Hitmetrix - User behavior analytics & recording

Taking some of the ‘you’ out of YouTube?

I’ll admit it. Of the more than 125,000,000 views the sneezing panda video garnered since it was posted in 2006, I’ve contributed roughly 100. Or more. (In fact, I just added four views in the process of writing this blog post.) Silly viral videos are the mainstay of YouTube, but — especially in light of its recent redesign — there’s speculation that the video-sharing site has other plans for its content.

And people aren’t happy about it.

YouTube posted a video tour of the new site at the beginning of December and more than 14,000 users have already given it the thumbs down. Around 4,000 people “liked it.” That’s a serious discrepancy.

One commenter mocked the video’s upbeat tone: “It’s time to get less into YouTube. There is a new look and [it] all? ends from the frontpage. Just sign out to start living. If you already [have] a YouTube account it’s easy to close one for you can simply close your Google Account. Getting to the videos you love, is more [of] a mess than ever …”

Where’s the love for the new YouTube?

According to gadget blog Gizmodo, the change is all about YouTube’s new focus on encouraging social networking. The Google-owned YouTube now more closely resembles Google+, with an emphasis on channels and a vertical Facebook-like layout. A left-side navigation bar on the homepage allows users to create a personal “channels line-up.” Users also have the ability to customize their homepage feed and link their YouTube accounts to Google+ and Facebook so they can keep tabs on what their friends are sharing.

UK-based browser media, a search engine marketing agency, points out in its blog that many people are criticizing the integration with Facebook as a sop to the latter, though this kind of integration is more likely “simply a sign of the times.” People share thousands of videos per day on Facebook — and mostly via YouTube.

Perhaps this is what’s sticking in users’ collective craw: In its blog, digital marketing agency Envisionit media said the one major takeaway from the new YouTube is that “it’s designed to keep users more engaged and on the site longer” so as to up its advertising revenue potential. More engaged viewers, logically, translates into more money.

So, it’s a totally understandable attempt on YouTube’s and Google’s part to streamline and monetize. Perhaps users are feeling a bit alienated because they sense that, as New York Times columnist Mike Hale put it, the “loosey-goosey idiosyncratic charm of the YouTube that was” is giving way to “more commercial, more predictable and, its owners hope, more televisionlike” content.

So, will the content be better or just better-controlled? Only time will tell. What I do know is, this is the most heart-meltingly cute video I’ve ever seen.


_Your goal_.
Each line of the records that follow must come back exactly, with pictures skipped.

_Input material_.
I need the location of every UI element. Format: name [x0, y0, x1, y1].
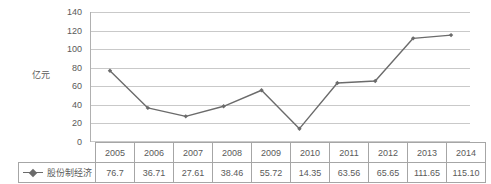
y-axis-tick-60: 60: [72, 82, 82, 91]
table-header-cell-2014: 2014: [447, 143, 486, 163]
table-header-cell-2009: 2009: [252, 143, 291, 163]
plot-area: [90, 12, 470, 142]
series-path: [110, 35, 451, 129]
y-axis-tick-40: 40: [72, 100, 82, 109]
table-value-cell-2009: 55.72: [252, 163, 291, 183]
table-value-cell-2008: 38.46: [213, 163, 252, 183]
table-corner-cell: [19, 143, 96, 163]
table-row: 股份制经济 76.736.7127.6138.4655.7214.3563.56…: [19, 163, 486, 183]
y-axis-tick-80: 80: [72, 63, 82, 72]
table-header-cell-2008: 2008: [213, 143, 252, 163]
y-axis-tick-labels: 140120100806040200: [52, 12, 86, 142]
series-line-股份制经济: [91, 12, 470, 142]
data-point-2008: [221, 104, 225, 108]
table-value-cell-2011: 63.56: [330, 163, 369, 183]
y-axis-tick-20: 20: [72, 119, 82, 128]
series-legend-label: 股份制经济: [47, 166, 92, 179]
line-marker-icon: [23, 168, 43, 177]
table-header-cell-2013: 2013: [408, 143, 447, 163]
y-axis-tick-100: 100: [67, 45, 82, 54]
y-axis-tick-120: 120: [67, 26, 82, 35]
table-header-cell-2006: 2006: [135, 143, 174, 163]
y-axis-tick-140: 140: [67, 8, 82, 17]
table-value-cell-2013: 111.65: [408, 163, 447, 183]
table-header-row: 2005200620072008200920102011201220132014: [19, 143, 486, 163]
data-point-2007: [184, 114, 188, 118]
table-value-cell-2012: 65.65: [369, 163, 408, 183]
table-header-cell-2012: 2012: [369, 143, 408, 163]
table-value-cell-2006: 36.71: [135, 163, 174, 183]
table-value-cell-2005: 76.7: [96, 163, 135, 183]
table-header-cell-2011: 2011: [330, 143, 369, 163]
data-point-2014: [449, 33, 453, 37]
table-header-cell-2010: 2010: [291, 143, 330, 163]
table-value-cell-2014: 115.10: [447, 163, 486, 183]
table-value-cell-2007: 27.61: [174, 163, 213, 183]
data-table: 2005200620072008200920102011201220132014…: [18, 142, 486, 183]
table-header-cell-2005: 2005: [96, 143, 135, 163]
table-value-cell-2010: 14.35: [291, 163, 330, 183]
chart-figure: 亿元 140120100806040200 200520062007200820…: [0, 0, 491, 184]
table-header-cell-2007: 2007: [174, 143, 213, 163]
series-legend-cell: 股份制经济: [19, 163, 96, 183]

_Exercise result_.
I need the location of every UI element. Format: name [x0, y0, x1, y1].
y-axis-tick-60: 60: [72, 82, 82, 91]
table-header-cell-2014: 2014: [447, 143, 486, 163]
table-header-cell-2009: 2009: [252, 143, 291, 163]
plot-area: [90, 12, 470, 142]
series-path: [110, 35, 451, 129]
y-axis-tick-40: 40: [72, 100, 82, 109]
table-value-cell-2009: 55.72: [252, 163, 291, 183]
table-value-cell-2008: 38.46: [213, 163, 252, 183]
table-corner-cell: [19, 143, 96, 163]
table-row: 股份制经济 76.736.7127.6138.4655.7214.3563.56…: [19, 163, 486, 183]
y-axis-tick-80: 80: [72, 63, 82, 72]
table-header-cell-2008: 2008: [213, 143, 252, 163]
y-axis-tick-labels: 140120100806040200: [52, 12, 86, 142]
series-line-股份制经济: [91, 12, 470, 142]
data-point-2008: [221, 104, 225, 108]
table-value-cell-2011: 63.56: [330, 163, 369, 183]
y-axis-tick-20: 20: [72, 119, 82, 128]
series-legend-label: 股份制经济: [47, 166, 92, 179]
line-marker-icon: [23, 168, 43, 177]
table-header-cell-2013: 2013: [408, 143, 447, 163]
y-axis-tick-100: 100: [67, 45, 82, 54]
y-axis-tick-120: 120: [67, 26, 82, 35]
table-header-cell-2006: 2006: [135, 143, 174, 163]
y-axis-tick-140: 140: [67, 8, 82, 17]
table-value-cell-2013: 111.65: [408, 163, 447, 183]
table-header-row: 2005200620072008200920102011201220132014: [19, 143, 486, 163]
data-point-2007: [184, 114, 188, 118]
table-value-cell-2012: 65.65: [369, 163, 408, 183]
table-header-cell-2012: 2012: [369, 143, 408, 163]
table-value-cell-2006: 36.71: [135, 163, 174, 183]
table-value-cell-2005: 76.7: [96, 163, 135, 183]
table-header-cell-2011: 2011: [330, 143, 369, 163]
data-point-2014: [449, 33, 453, 37]
table-header-cell-2010: 2010: [291, 143, 330, 163]
table-value-cell-2014: 115.10: [447, 163, 486, 183]
table-value-cell-2007: 27.61: [174, 163, 213, 183]
data-table: 2005200620072008200920102011201220132014…: [18, 142, 486, 183]
table-header-cell-2005: 2005: [96, 143, 135, 163]
table-value-cell-2010: 14.35: [291, 163, 330, 183]
chart-figure: 亿元 140120100806040200 200520062007200820…: [0, 0, 491, 184]
table-header-cell-2007: 2007: [174, 143, 213, 163]
series-legend-cell: 股份制经济: [19, 163, 96, 183]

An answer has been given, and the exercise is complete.